A turning point in my thinking took place when I kicked off a company-wide leadership process with a group of several dozen key leaders. Judging from the body language in the audience, this group seemed to have more detractors than usual. Many had their arms crossed, or avoided eye contact. One person had his back turned to me.
Rather than proceed with my kickoff keynote as planned, I changed directions. I asked them to break into pairs and answer a single question:
If you could wave a magic wand and improve one issue with the company leadership and culture, what would it be?
The dynamic in the audience shifted immediately. The room quickly filled with energetic discussions. After ten minutes I brought them back together and asked them to share their answers. Things like miscommunication, lack of trust, conflicts, inefficiencies, burnout and turnover surfaced from their discussions.
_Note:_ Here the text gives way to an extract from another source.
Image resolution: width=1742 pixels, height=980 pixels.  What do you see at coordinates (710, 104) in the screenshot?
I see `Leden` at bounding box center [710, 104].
As the list of issues unfolded, I wrote them on the whiteboard up front. I noticed a change had taken place in the audience. Most were leaning forward in their seats. Not a single person's arms were crossed. Even the person with his back to me had turned to face forward and join the discussion.
What happened?
The great American novelist, John Steinbeck said that "If a story is not about the hearer they will not listen." In other words, the role of an author is to craft a story in such a way that the reader can see themself in it.
This explains the visible shift I observed in the audience. I made the process about them, not me. After all, they're the experts on themselves and their company. I'm the expert on my subject matter. Together we recast the implicit agreement between consultant and client as co-creators.
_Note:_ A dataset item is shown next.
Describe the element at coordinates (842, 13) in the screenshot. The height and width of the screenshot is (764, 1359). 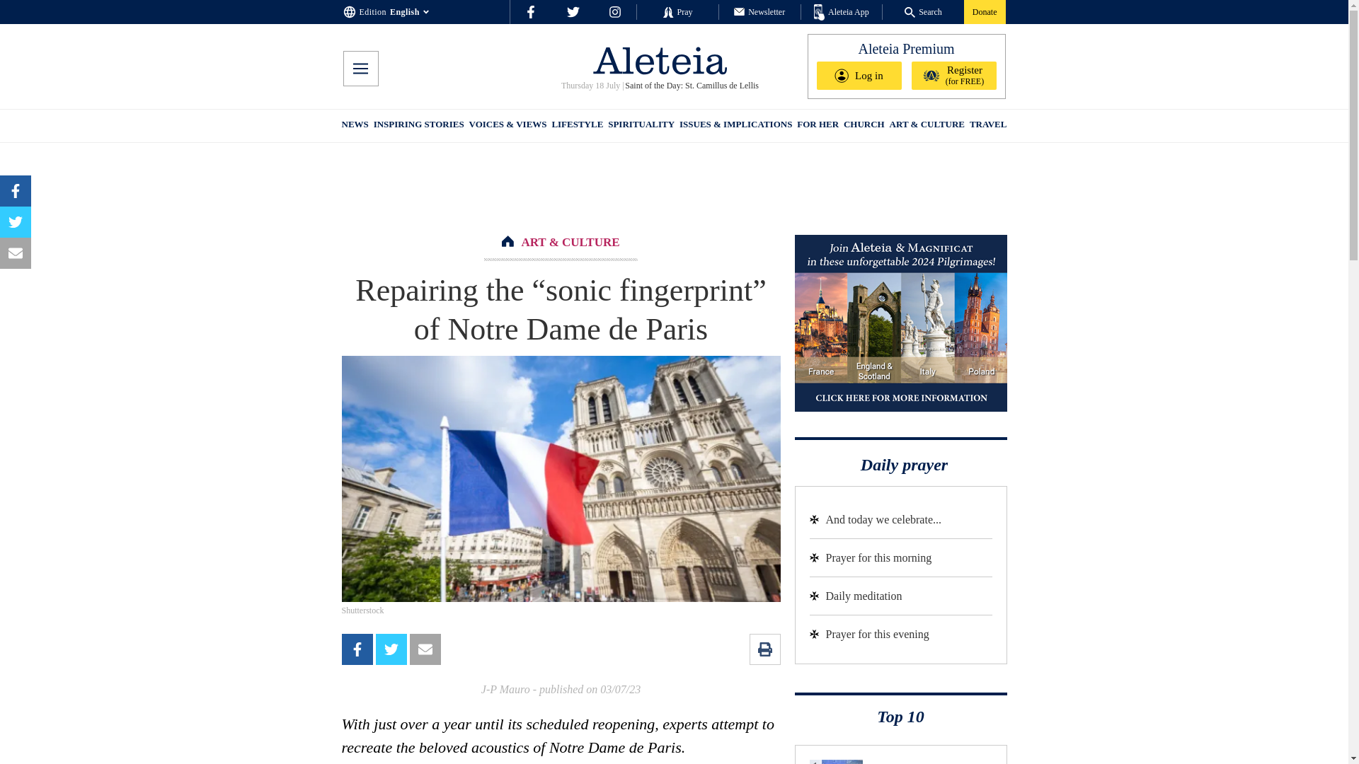
I see `Aleteia App` at that location.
This experience proved invaluable in my evolution to the third phase of my career. From that point forward I began engagements by clarifying the needs of each client. Then we begin to build and refine a plan that we tailor to their unique challenges. The result is a custom program that our clients own and sustain.
I’ll share more details about this approach in future articles.
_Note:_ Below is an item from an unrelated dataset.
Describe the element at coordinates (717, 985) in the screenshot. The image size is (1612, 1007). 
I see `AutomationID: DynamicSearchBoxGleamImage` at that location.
Where Does Your Company Stand?
My journey through these three phases taught me that most companies are still operating with outdated approaches to leadership development. In fact, only about half of all companies incorporate any form of leadership development at all. Of those that do, the vast majority are stuck in Phase 1 or Phase 2—relying on presentations or off-the-shelf products rather than developing customized solutions.
Here's how to assess where your company stands. Think about your current efforts to develop yourself and others and whether you agree or disagree with the following statements:
We customized our leadership development approach to the unique challenges we face as a company.
We own and can sustain our approach to developing leaders for years to come.
We seek to develop self awareness and emotional intelligence as opposed to "quick fixes".
If you answered "yes" to each of these questions, you're operating in Phase 3—true partnership. You're also ahead of the curve. Most companies are still trapped in the earlier phases of my evolution.
The Choice Before You
This brings me to a hard truth: companies that dabble in Phase 1 presentations or chase the latest Phase 2 trends may be better off directing their budgets elsewhere. Sometimes doing nothing is better than perpetuating the "Leadership Development Delusion."
Rather than spend tens of thousands of dollars on a keynote speaker or "copy and paste" leadership development program, consider less expensive alternatives. You may find that's a better use of your valuable leadership development dollars.
But if you're serious about developing leaders, you need a Phase 3 approach—one that provides the kind of returns you expect from any investment. For every dollar you spend on developing leaders, you can expect a return in the form of increased engagement, retention, and productivity.